LLM alignment is the process of training language models to behave in accordance with human values and intentions — using techniques like RLHF (Reinforcement Learning from Human Feedback) and DPO (Direct Preference Optimization) to make models helpful, harmless, and honest, ensuring AI systems do what users actually want rather than just predicting the next token.
What Is Alignment?
- Definition: Training AI to act according to human preferences and values.
- Goal: Models that are helpful, harmless, and honest (HHH).
- Challenge: Base models predict text, not "good" behavior.
- Methods: RLHF, DPO, Constitutional AI, instruction tuning.
Why Alignment Matters
- Safety: Prevent harmful, dangerous, or illegal outputs.
- Usefulness: Models should actually help with user tasks.
- Trust: Users must be able to rely on AI responses.
- Control: Aligned models follow instructions and boundaries.
- Scaling: Alignment must hold as models become more capable.
- Existential: Long-term AI safety depends on alignment.
The Alignment Problem
Base Model Behavior:
Prompt: "How do I pick a lock?"
Base Model (unaligned):
→ Has seen lockpicking instructions in training data
→ May helpfully provide detailed instructions
→ No concept of "should I answer this?"
Aligned Model:
→ Considers potential harm of response
→ May refuse or provide only legal context
→ Balances helpfulness with safety
Alignment Methods
Supervised Fine-Tuning (SFT):
- Train on demonstrations of desired behavior.
- (Instruction, good-response) pairs.
- Shows what good responses look like.
- Foundation for further alignment.
RLHF (Reinforcement Learning from Human Feedback):
Step 1: Collect comparisons
Prompt → Response A vs Response B
Human labels which is better
Step 2: Train reward model
Reward(prompt, response) → score
Predicts human preference
Step 3: Optimize policy
Use PPO to maximize reward
Policy = original model + value head
Iterate with fresh feedback
DPO (Direct Preference Optimization):
Insight: Skip reward model, directly use preferences
Loss = -log σ(β × (log π(y_w|x)/π_ref(y_w|x)

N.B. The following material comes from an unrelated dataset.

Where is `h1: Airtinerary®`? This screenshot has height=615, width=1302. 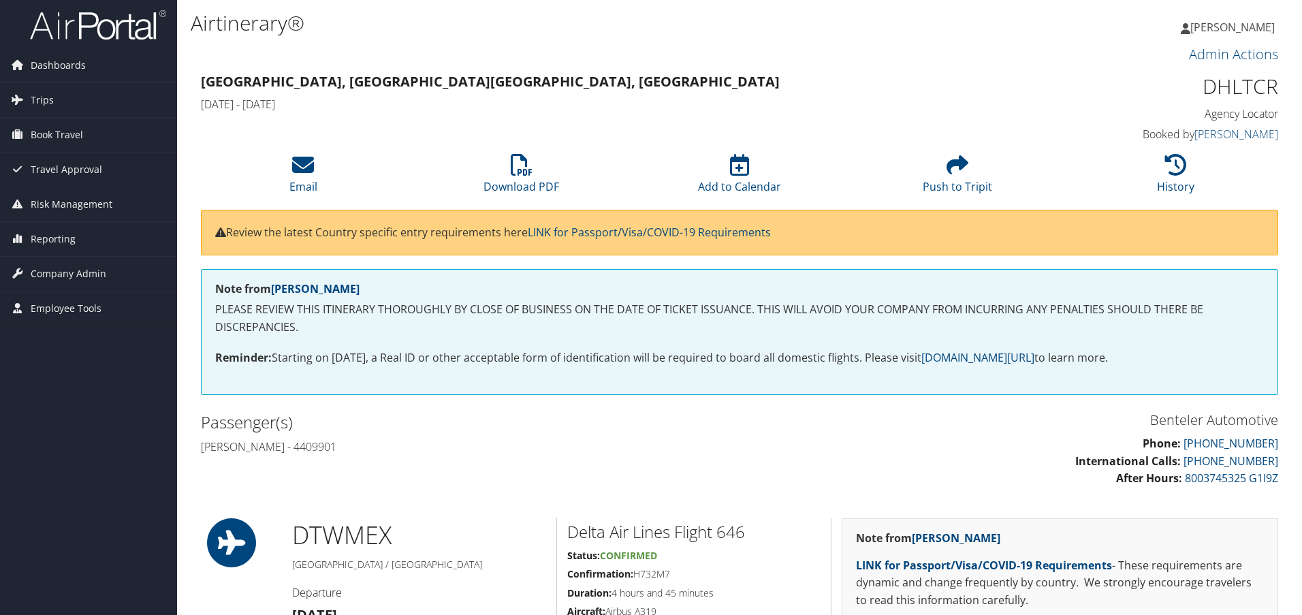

- log π(y_l|x)/π_ref(y_l|x)))
y_w = preferred response
y_l = dis-preferred response
Simpler, often matches RLHF quality
Constitutional AI (CAI):
1. Generate response to harmful prompt
2. Critique: "Does this response violate [principle]?"
3. Revise: "Write a response that doesn't..."
4. Fine-tune on revised responses
5. RLHF with AI feedback (RLAIF)
Principles: List of behavioral guidelines
Reduces need for human labeling
Alignment Comparison
Method | Human Data | Complexity | Quality
-------------|-------------|------------|----------
SFT | Demos | Simple | Baseline
RLHF | Comparisons | Complex | Best
DPO | Comparisons | Medium | Near RLHF
CAI/RLAIF | Principles | Medium | Good
Challenges in Alignment
- Specification: Hard to fully specify "human values."
- Gaming: Models can learn to satisfy reward without true alignment.
- Distribution Shift: Alignment may not generalize to new situations.
- Scalability: Alignment methods must scale with model capability.
- Robustness: Aligned models can still be jailbroken.
- Cultural Variation: Values differ across cultures.
Current State
- Modern chat models (ChatGPT, Claude, etc.) are heavily aligned.
- Alignment reduces raw capability in exchange for safety.
- Open models available in aligned and base versions.
- Active research on more robust alignment methods.
LLM alignment is the critical challenge for beneficial AI — getting powerful AI systems to reliably do what we want, avoid what we don't want, and behave ethically is essential for AI to be a positive force, making alignment research one of the most important areas in AI development.